The fire forced Chicago to take a hard look at how they regulated large public spaces in the booming city. “How much of that was because they had flouted the building codes and how much of it was that the building codes didn’t go far enough?” says John Russick of the Chicago Historical Society. “…[there was] a fair amount of ‘our buildings don’t protect us and we need to do more to them.’ It wouldn’t have been enough even if the building codes had been followed—a lot of people would have died in the Iroquois Theater fire.”
Within days, the city shuttered all theaters in its jurisdiction until they could be inspected and repaired to standard, and national headlines forced other cities across the country to subject their own theaters to similar scrutiny. Within weeks, Chicago’s city council passed a new building ordinance by an overwhelming majority that compelled structural changes including new standards for aisles and exits, the use of fireproofing solution on scenery, connected fire alarms, limits on occupancy, the elimination of “standing” tickets, changes to sprinkler requirements, and rules for rooftop flues (like those nailed shut in the Iroquois).
Among the enduring changes were the stipulations pertaining to the lighting of exits, aisles and corridors, including the requirement that “a red light to be kept burning over the exits” during performances. This echoed the words of an electrical engineer who had advocated for signs to be illuminated by “a source of light independent of the theater lighting system,” a critical point since the Iroquois’ electricity had gone out during the blaze. An April 1904 edition of Western Electrician highlighted the adoption of “exit lights [which] are also supplemented by sperm-oil lamps” in the event that “the current supply is interrupted.” Although technology has evolved, signs like these were the forerunners to the glowing red exit signs ubiquitous in modern theaters.

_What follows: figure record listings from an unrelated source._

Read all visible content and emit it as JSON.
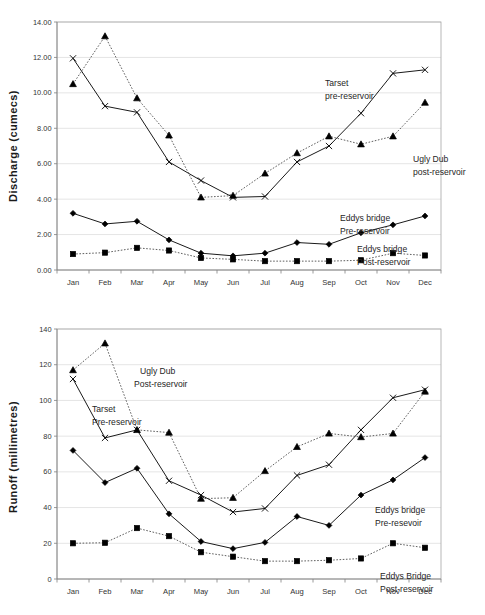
{
  "page": {
    "background": "#ffffff",
    "width": 485,
    "height": 615
  },
  "chart_data": [
    {
      "id": "discharge",
      "type": "line",
      "title": "",
      "xlabel": "",
      "ylabel": "Discharge (cumecs)",
      "ylim": [
        0,
        14
      ],
      "ytick_labels": [
        "0.00",
        "2.00",
        "4.00",
        "6.00",
        "8.00",
        "10.00",
        "12.00",
        "14.00"
      ],
      "ytick_values": [
        0,
        2,
        4,
        6,
        8,
        10,
        12,
        14
      ],
      "grid": true,
      "legend_position": "inline-annotations",
      "categories": [
        "Jan",
        "Feb",
        "Mar",
        "Apr",
        "May",
        "Jun",
        "Jul",
        "Aug",
        "Sep",
        "Oct",
        "Nov",
        "Dec"
      ],
      "series": [
        {
          "name": "Tarset pre-reservoir",
          "marker": "x",
          "line": "solid",
          "values": [
            11.95,
            9.25,
            8.9,
            6.1,
            5.05,
            4.1,
            4.15,
            6.1,
            7.0,
            8.85,
            11.1,
            11.3
          ]
        },
        {
          "name": "Ugly Dub post-reservoir",
          "marker": "triangle",
          "line": "dotted",
          "values": [
            10.5,
            13.2,
            9.7,
            7.6,
            4.1,
            4.2,
            5.45,
            6.6,
            7.55,
            7.1,
            7.55,
            9.45
          ]
        },
        {
          "name": "Eddys bridge Pre-reservoir",
          "marker": "diamond",
          "line": "solid",
          "values": [
            3.2,
            2.6,
            2.75,
            1.7,
            0.95,
            0.8,
            0.95,
            1.55,
            1.45,
            2.1,
            2.55,
            3.05
          ]
        },
        {
          "name": "Eddys bridge Post-reservoir",
          "marker": "square",
          "line": "dotted",
          "values": [
            0.9,
            0.98,
            1.25,
            1.1,
            0.68,
            0.6,
            0.5,
            0.5,
            0.5,
            0.55,
            0.95,
            0.82
          ]
        }
      ],
      "annotations": [
        {
          "id": "tarset",
          "lines": [
            "Tarset",
            "pre-reservoir"
          ]
        },
        {
          "id": "uglydub",
          "lines": [
            "Ugly Dub",
            "post-reservoir"
          ]
        },
        {
          "id": "eddys-pre",
          "lines": [
            "Eddys bridge",
            "Pre-reservoir"
          ]
        },
        {
          "id": "eddys-post",
          "lines": [
            "Eddys bridge",
            "Post-reservoir"
          ]
        }
      ]
    },
    {
      "id": "runoff",
      "type": "line",
      "title": "",
      "xlabel": "",
      "ylabel": "Runoff (millimetres)",
      "ylim": [
        0,
        140
      ],
      "ytick_labels": [
        "0",
        "20",
        "40",
        "60",
        "80",
        "100",
        "120",
        "140"
      ],
      "ytick_values": [
        0,
        20,
        40,
        60,
        80,
        100,
        120,
        140
      ],
      "grid": true,
      "legend_position": "inline-annotations",
      "categories": [
        "Jan",
        "Feb",
        "Mar",
        "Apr",
        "May",
        "Jun",
        "Jul",
        "Aug",
        "Sep",
        "Oct",
        "Nov",
        "Dec"
      ],
      "series": [
        {
          "name": "Tarset Pre-reservoir",
          "marker": "x",
          "line": "solid",
          "values": [
            112,
            79,
            83.5,
            55,
            47,
            37.5,
            39.5,
            58,
            64,
            83.5,
            101.5,
            106
          ]
        },
        {
          "name": "Ugly Dub Post-reservoir",
          "marker": "triangle",
          "line": "dotted",
          "values": [
            117,
            132,
            83.5,
            82,
            45,
            45.5,
            60.5,
            74,
            81.5,
            79.5,
            81.5,
            105
          ]
        },
        {
          "name": "Eddys bridge Pre-resevoir",
          "marker": "diamond",
          "line": "solid",
          "values": [
            72,
            54,
            62,
            36.5,
            21,
            17,
            20.5,
            35,
            30,
            47,
            55.5,
            68
          ]
        },
        {
          "name": "Eddys Bridge Post-reservoir",
          "marker": "square",
          "line": "dotted",
          "values": [
            20,
            20.3,
            28.5,
            24,
            15,
            12.5,
            10,
            10,
            10.5,
            11.5,
            20,
            17.5
          ]
        }
      ],
      "annotations": [
        {
          "id": "uglydub",
          "lines": [
            "Ugly Dub",
            "Post-reservoir"
          ]
        },
        {
          "id": "tarset",
          "lines": [
            "Tarset",
            "Pre-reservoir"
          ]
        },
        {
          "id": "eddys-pre",
          "lines": [
            "Eddys bridge",
            "Pre-resevoir"
          ]
        },
        {
          "id": "eddys-post",
          "lines": [
            "Eddys Bridge",
            "Post-reservoir"
          ]
        }
      ]
    }
  ]
}
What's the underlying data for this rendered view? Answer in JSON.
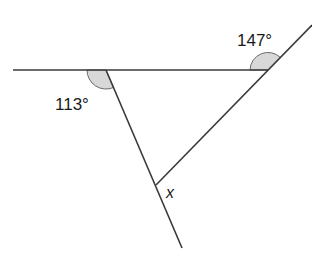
{
  "diagram": {
    "type": "geometry-angles",
    "angles": [
      {
        "label": "113°",
        "vertex": "left",
        "position": "below-left of horizontal line"
      },
      {
        "label": "147°",
        "vertex": "right",
        "position": "above-left of horizontal line"
      }
    ],
    "unknown": {
      "label": "x",
      "vertex": "bottom"
    },
    "colors": {
      "line": "#3a3a3a",
      "arc_fill": "#d8d8d8",
      "text": "#1a1a1a"
    }
  }
}
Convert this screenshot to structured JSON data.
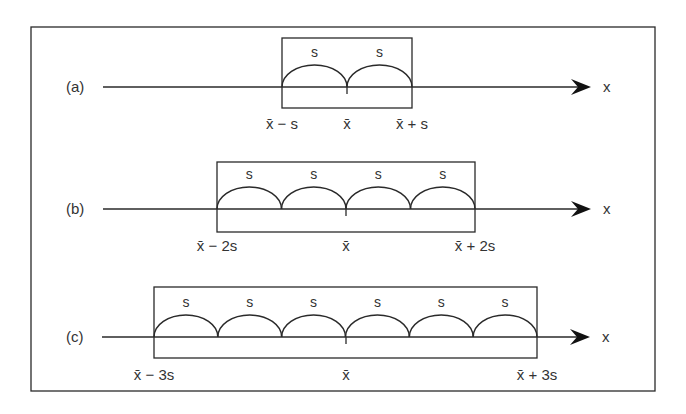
{
  "figure": {
    "frame": {
      "left": 31,
      "top": 27,
      "right": 655,
      "bottom": 391
    },
    "stroke_color": "#2a2a2a",
    "text_color": "#333333",
    "axis_label": "x",
    "segment_label": "s"
  },
  "panels": [
    {
      "id": "a",
      "label": "(a)",
      "axis_y": 87,
      "axis_start": 103,
      "arrow_tip": 591,
      "box": {
        "left": 282,
        "right": 412,
        "top": 38,
        "bottom": 108
      },
      "center": 347,
      "segments": 2,
      "label_y": 129,
      "ticks": [
        {
          "text": "x̄ − s",
          "x": 282
        },
        {
          "text": "x̄",
          "x": 347
        },
        {
          "text": "x̄ + s",
          "x": 412
        }
      ]
    },
    {
      "id": "b",
      "label": "(b)",
      "axis_y": 209,
      "axis_start": 103,
      "arrow_tip": 591,
      "box": {
        "left": 217,
        "right": 475,
        "top": 162,
        "bottom": 232
      },
      "center": 346,
      "segments": 4,
      "label_y": 251,
      "ticks": [
        {
          "text": "x̄ − 2s",
          "x": 217
        },
        {
          "text": "x̄",
          "x": 346
        },
        {
          "text": "x̄ + 2s",
          "x": 475
        }
      ]
    },
    {
      "id": "c",
      "label": "(c)",
      "axis_y": 337,
      "axis_start": 102,
      "arrow_tip": 590,
      "box": {
        "left": 154,
        "right": 537,
        "top": 287,
        "bottom": 358
      },
      "center": 346,
      "segments": 6,
      "label_y": 380,
      "ticks": [
        {
          "text": "x̄ − 3s",
          "x": 154
        },
        {
          "text": "x̄",
          "x": 346
        },
        {
          "text": "x̄ + 3s",
          "x": 537
        }
      ]
    }
  ]
}
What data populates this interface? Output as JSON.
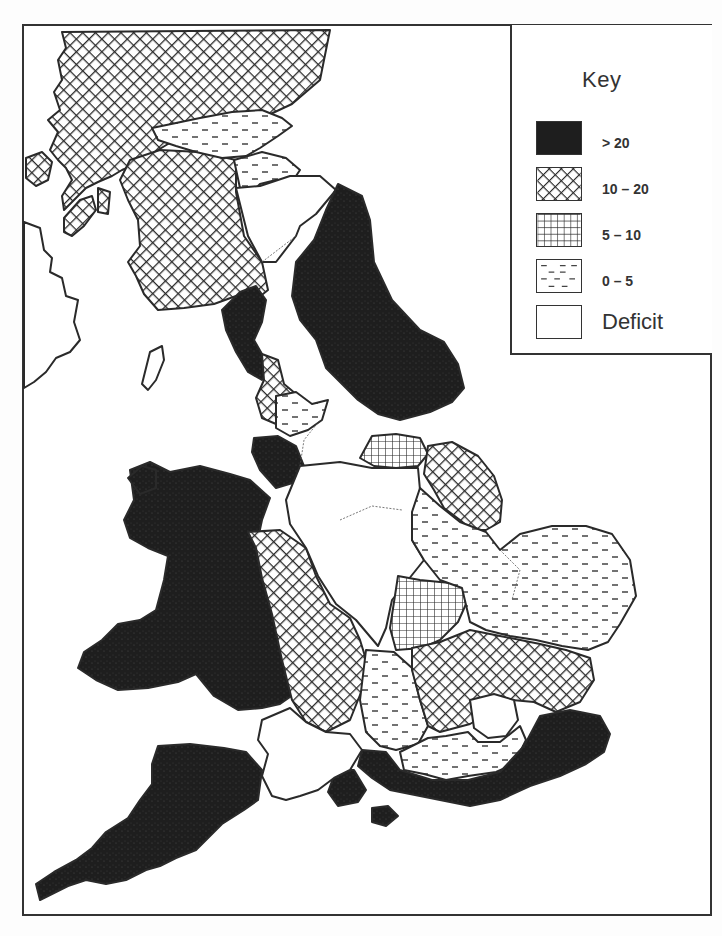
{
  "map": {
    "title_cut_off": "",
    "subject": "Regional values by region of Great Britain",
    "key": {
      "title": "Key",
      "items": [
        {
          "id": "gt20",
          "label": "> 20",
          "pattern": "solid-dark",
          "color": "#1e1e1e"
        },
        {
          "id": "10-20",
          "label": "10 – 20",
          "pattern": "crosshatch-diagonal",
          "color": "#2a2a2a"
        },
        {
          "id": "5-10",
          "label": "5 – 10",
          "pattern": "grid-square",
          "color": "#2a2a2a"
        },
        {
          "id": "0-5",
          "label": "0 – 5",
          "pattern": "dashes",
          "color": "#444444"
        },
        {
          "id": "deficit",
          "label": "Deficit",
          "pattern": "blank",
          "color": "#ffffff"
        }
      ]
    },
    "regions": [
      {
        "name": "Scottish Highlands",
        "class": "10-20"
      },
      {
        "name": "Strathclyde / South-West Scotland",
        "class": "10-20"
      },
      {
        "name": "Central Scotland",
        "class": "0-5"
      },
      {
        "name": "Lothian / Borders",
        "class": "0-5"
      },
      {
        "name": "North-East England",
        "class": "gt20"
      },
      {
        "name": "Yorkshire",
        "class": "gt20"
      },
      {
        "name": "Cumbria",
        "class": "gt20"
      },
      {
        "name": "Lancashire",
        "class": "10-20"
      },
      {
        "name": "Merseyside",
        "class": "gt20"
      },
      {
        "name": "Greater Manchester",
        "class": "0-5"
      },
      {
        "name": "Humberside",
        "class": "5-10"
      },
      {
        "name": "Lincolnshire",
        "class": "10-20"
      },
      {
        "name": "Wales",
        "class": "gt20"
      },
      {
        "name": "West Midlands",
        "class": "10-20"
      },
      {
        "name": "Staffordshire area",
        "class": "0-5"
      },
      {
        "name": "East Midlands",
        "class": "deficit"
      },
      {
        "name": "Northamptonshire",
        "class": "5-10"
      },
      {
        "name": "East Anglia",
        "class": "0-5"
      },
      {
        "name": "Oxfordshire area",
        "class": "0-5"
      },
      {
        "name": "Home Counties",
        "class": "10-20"
      },
      {
        "name": "Greater London",
        "class": "deficit"
      },
      {
        "name": "Thames corridor",
        "class": "0-5"
      },
      {
        "name": "South-East England",
        "class": "gt20"
      },
      {
        "name": "Hampshire / Isle of Wight",
        "class": "gt20"
      },
      {
        "name": "Avon / Wiltshire",
        "class": "deficit"
      },
      {
        "name": "South-West England",
        "class": "gt20"
      },
      {
        "name": "Northern Ireland",
        "class": "deficit"
      },
      {
        "name": "Isle of Man",
        "class": "deficit"
      }
    ]
  }
}
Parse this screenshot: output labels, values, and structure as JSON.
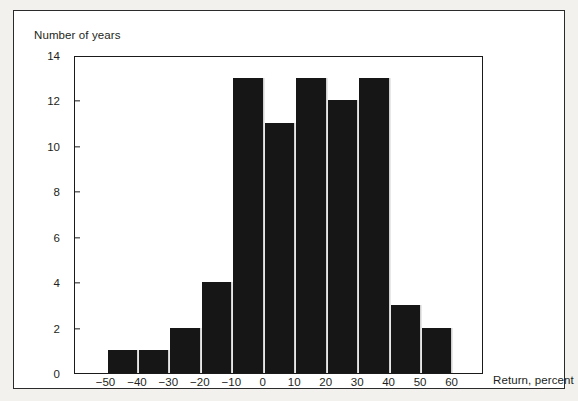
{
  "figure": {
    "y_axis_caption": "Number of years",
    "x_axis_caption": "Return, percent"
  },
  "chart_data": {
    "type": "bar",
    "title": "",
    "subtitle": "",
    "xlabel": "Return, percent",
    "ylabel": "Number of years",
    "xlim": [
      -60,
      70
    ],
    "ylim": [
      0,
      14
    ],
    "grid": false,
    "legend": null,
    "bin_width": 10,
    "x_tick_labels": [
      "-50",
      "-40",
      "-30",
      "-20",
      "-10",
      "0",
      "10",
      "20",
      "30",
      "40",
      "50",
      "60"
    ],
    "x_tick_values": [
      -50,
      -40,
      -30,
      -20,
      -10,
      0,
      10,
      20,
      30,
      40,
      50,
      60
    ],
    "y_tick_labels": [
      "0",
      "2",
      "4",
      "6",
      "8",
      "10",
      "12",
      "14"
    ],
    "y_tick_values": [
      0,
      2,
      4,
      6,
      8,
      10,
      12,
      14
    ],
    "categories": [
      "-50 to -40",
      "-40 to -30",
      "-30 to -20",
      "-20 to -10",
      "-10 to 0",
      "0 to 10",
      "10 to 20",
      "20 to 30",
      "30 to 40",
      "40 to 50",
      "50 to 60"
    ],
    "bin_starts": [
      -50,
      -40,
      -30,
      -20,
      -10,
      0,
      10,
      20,
      30,
      40,
      50
    ],
    "values": [
      1,
      1,
      2,
      4,
      13,
      11,
      13,
      12,
      13,
      3,
      2
    ],
    "bar_color": "#161616",
    "frame_color": "#1a1a1a",
    "text_color": "#231f20"
  }
}
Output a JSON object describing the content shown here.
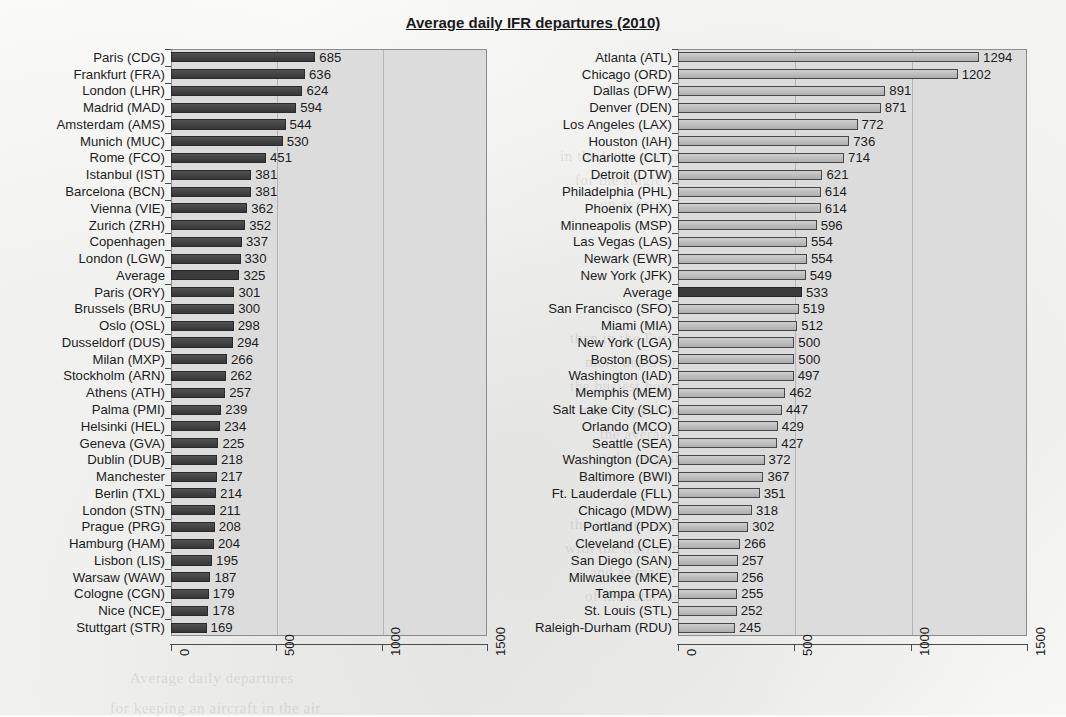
{
  "title": "Average daily IFR departures (2010)",
  "chart_data": [
    {
      "type": "bar",
      "orientation": "horizontal",
      "panel": "europe",
      "title": "Average daily IFR departures (2010)",
      "xlabel": "",
      "ylabel": "",
      "xlim": [
        0,
        1500
      ],
      "xticks": [
        0,
        500,
        1000,
        1500
      ],
      "xtick_labels": [
        "0",
        "500",
        "1000",
        "1500"
      ],
      "grid": true,
      "grid_axis": "x",
      "bar_color": "#3e3e3e",
      "highlight_color": "#3b3b3b",
      "highlight_category": "Average",
      "categories": [
        "Paris (CDG)",
        "Frankfurt (FRA)",
        "London (LHR)",
        "Madrid (MAD)",
        "Amsterdam (AMS)",
        "Munich (MUC)",
        "Rome (FCO)",
        "Istanbul (IST)",
        "Barcelona (BCN)",
        "Vienna (VIE)",
        "Zurich (ZRH)",
        "Copenhagen",
        "London (LGW)",
        "Average",
        "Paris (ORY)",
        "Brussels (BRU)",
        "Oslo (OSL)",
        "Dusseldorf (DUS)",
        "Milan (MXP)",
        "Stockholm (ARN)",
        "Athens (ATH)",
        "Palma (PMI)",
        "Helsinki (HEL)",
        "Geneva (GVA)",
        "Dublin (DUB)",
        "Manchester",
        "Berlin (TXL)",
        "London (STN)",
        "Prague (PRG)",
        "Hamburg (HAM)",
        "Lisbon (LIS)",
        "Warsaw (WAW)",
        "Cologne (CGN)",
        "Nice (NCE)",
        "Stuttgart (STR)"
      ],
      "values": [
        685,
        636,
        624,
        594,
        544,
        530,
        451,
        381,
        381,
        362,
        352,
        337,
        330,
        325,
        301,
        300,
        298,
        294,
        266,
        262,
        257,
        239,
        234,
        225,
        218,
        217,
        214,
        211,
        208,
        204,
        195,
        187,
        179,
        178,
        169
      ]
    },
    {
      "type": "bar",
      "orientation": "horizontal",
      "panel": "usa",
      "title": "Average daily IFR departures (2010)",
      "xlabel": "",
      "ylabel": "",
      "xlim": [
        0,
        1500
      ],
      "xticks": [
        0,
        500,
        1000,
        1500
      ],
      "xtick_labels": [
        "0",
        "500",
        "1000",
        "1500"
      ],
      "grid": true,
      "grid_axis": "x",
      "bar_color": "#b9b9b9",
      "highlight_color": "#3b3b3b",
      "highlight_category": "Average",
      "categories": [
        "Atlanta (ATL)",
        "Chicago (ORD)",
        "Dallas (DFW)",
        "Denver (DEN)",
        "Los Angeles (LAX)",
        "Houston (IAH)",
        "Charlotte (CLT)",
        "Detroit (DTW)",
        "Philadelphia (PHL)",
        "Phoenix (PHX)",
        "Minneapolis (MSP)",
        "Las Vegas (LAS)",
        "Newark (EWR)",
        "New York (JFK)",
        "Average",
        "San Francisco (SFO)",
        "Miami (MIA)",
        "New York (LGA)",
        "Boston (BOS)",
        "Washington (IAD)",
        "Memphis (MEM)",
        "Salt Lake City (SLC)",
        "Orlando (MCO)",
        "Seattle (SEA)",
        "Washington (DCA)",
        "Baltimore (BWI)",
        "Ft. Lauderdale (FLL)",
        "Chicago (MDW)",
        "Portland (PDX)",
        "Cleveland (CLE)",
        "San Diego (SAN)",
        "Milwaukee (MKE)",
        "Tampa (TPA)",
        "St. Louis (STL)",
        "Raleigh-Durham (RDU)"
      ],
      "values": [
        1294,
        1202,
        891,
        871,
        772,
        736,
        714,
        621,
        614,
        614,
        596,
        554,
        554,
        549,
        533,
        519,
        512,
        500,
        500,
        497,
        462,
        447,
        429,
        427,
        372,
        367,
        351,
        318,
        302,
        266,
        257,
        256,
        255,
        252,
        245
      ]
    }
  ],
  "bleed_text": [
    {
      "text": "in the latter part of the decade, and",
      "x": 560,
      "y": 148
    },
    {
      "text": "for the single busiest hour",
      "x": 575,
      "y": 172
    },
    {
      "text": "on average",
      "x": 600,
      "y": 196
    },
    {
      "text": "than in the European system",
      "x": 570,
      "y": 330
    },
    {
      "text": "more departures per day",
      "x": 585,
      "y": 354
    },
    {
      "text": "the busiest hour is similar",
      "x": 570,
      "y": 378
    },
    {
      "text": "and the peak hour demand",
      "x": 580,
      "y": 402
    },
    {
      "text": "the average number",
      "x": 600,
      "y": 426
    },
    {
      "text": "at the largest hubs",
      "x": 595,
      "y": 450
    },
    {
      "text": "the airports in the network",
      "x": 570,
      "y": 516
    },
    {
      "text": "with the traffic in the system",
      "x": 565,
      "y": 540
    },
    {
      "text": "and a smaller fraction",
      "x": 590,
      "y": 564
    },
    {
      "text": "of the total movements",
      "x": 585,
      "y": 588
    },
    {
      "text": "Average daily departures",
      "x": 130,
      "y": 670
    },
    {
      "text": "for keeping an aircraft in the air",
      "x": 110,
      "y": 700
    }
  ]
}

The Iroquois fire also inspired the development of “panic bars” found on emergency exits. Carl Prinzler, a hardware salesman who had originally planned to attend the performance of Mr. Bluebeard on the day of the fire, went on to work with his colleagues to invent the crash bar mechanism on doors that prevented entry from the outside—the major concern of ticket sellers—but could be easily opened under duress, and generations of that first design have been used in public buildings for over a century.
While new laws and innovations would make theaters safer, they continued to depend on highly visible tragedies influencing the least tangible and most variable of factors: human behavior. “Unless there’s vigilance and diligence, even things on the books can be ignored by both the builder or the architect or the inspector or the building owner,” said Russick. “There are a lot of people that need to be in compliance and do their part in order to have the kind of world where people are protected.” This may preclude any building from being “absolutely fireproof,” but theaters today reflect the cumulative and painful lessons learned in tragedies like the Iroquois Theater fire.